Bart Trotman, the funkiest DJ/sound maker this side of a Mad Max meets Buckaroo Bonzai dance party (look it up, kids), has dropped his latest Workday/Schoolnight effort entitled, Plastic Ocean (available free here for a limited time).
Invisible’s beat maker gives some details behind the project:
A year and a half ago Workday/Schoolnight stopped being just a recording project when I took it to various venues, houses and apartments around NC. This meant writing songs and organizing sounds based on the equipment I would have with me. All my other Workday/Schoolnight albums were very much a product of the recording process.
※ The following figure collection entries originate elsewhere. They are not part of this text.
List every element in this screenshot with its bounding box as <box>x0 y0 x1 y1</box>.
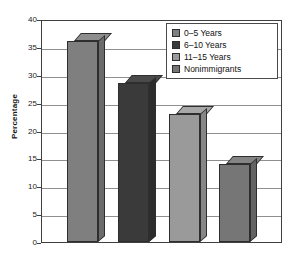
bar-front-face <box>67 41 98 242</box>
legend-label: Nonimmigrants <box>184 65 241 74</box>
legend-item: Nonimmigrants <box>172 63 273 75</box>
y-axis-tick-label: 5 <box>3 211 37 219</box>
bar <box>67 33 105 242</box>
legend-label: 11–15 Years <box>184 53 231 62</box>
y-axis-tick-label: 20 <box>3 128 37 136</box>
bar <box>219 156 257 242</box>
y-axis-tick-mark <box>37 243 41 244</box>
y-axis-tick-label: 0 <box>3 239 37 247</box>
legend-item: 0–5 Years <box>172 27 273 39</box>
bar <box>118 75 156 242</box>
bar-top-face <box>226 156 264 164</box>
bar-side-face <box>200 108 207 242</box>
bar-side-face <box>98 35 105 242</box>
legend-item: 6–10 Years <box>172 39 273 51</box>
chart-legend: 0–5 Years6–10 Years11–15 YearsNonimmigra… <box>166 23 278 79</box>
bar-top-face <box>74 33 112 41</box>
legend-swatch <box>172 29 180 37</box>
y-axis-label: Percentage <box>10 77 19 157</box>
legend-item: 11–15 Years <box>172 51 273 63</box>
bar-front-face <box>118 83 149 242</box>
y-axis-tick-label: 30 <box>3 72 37 80</box>
y-axis-tick-label: 40 <box>3 16 37 24</box>
y-axis-tick-label: 15 <box>3 155 37 163</box>
bar-side-face <box>250 158 257 242</box>
bar-front-face <box>169 114 200 242</box>
y-axis-tick-label: 25 <box>3 100 37 108</box>
bar-chart-figure: Percentage 4035302520151050 0–5 Years6–1… <box>0 0 293 261</box>
bar-top-face <box>125 75 163 83</box>
legend-swatch <box>172 41 180 49</box>
y-axis-tick-label: 10 <box>3 183 37 191</box>
bar-side-face <box>149 77 156 242</box>
bar-front-face <box>219 164 250 242</box>
bar-top-face <box>176 106 214 114</box>
legend-label: 6–10 Years <box>184 41 227 50</box>
legend-swatch <box>172 53 180 61</box>
legend-label: 0–5 Years <box>184 29 222 38</box>
bar <box>169 106 207 242</box>
legend-swatch <box>172 65 180 73</box>
y-axis-tick-label: 35 <box>3 44 37 52</box>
This new album, “Plastic Ocean”, is a combination of songs written for performance as well as experiments utilizing home recording technology. However, the overall idea here was to record an album that would preserve the themes and songs of the live shows of the past year.
Using roughly 6 different consumer keyboards from the 1980s (casios, yamahas, kawais), a hammond rhythm machine, a bank of drum samples, and dozens of cassette tapes bought from thrift stores (as well as some other stuff), “Plastic Ocean” flows between experimental found sounds and synth-punk songs. Clocking in at over 70 minutes, “Plastic Ocean” keeps the listener tuned in by often times speaking directly to him or her. So, this may not be the best album to listen to while multitasking. The themes of alienation, working, pessimism about the state of the world, and general good ole antiestablishmentarianism found in the sung lyrics are put in an unsettling light when juxtaposed with self-help tapes, self-hypnotic tapes, daily affirmations, and vocabulary lessons

I’m listening as I write this post. Bart wasn’t kidding. I gotta sign off and take it in sans blogging.
Check it out.
UPDATE: Track 17, Affirmations, is killing me.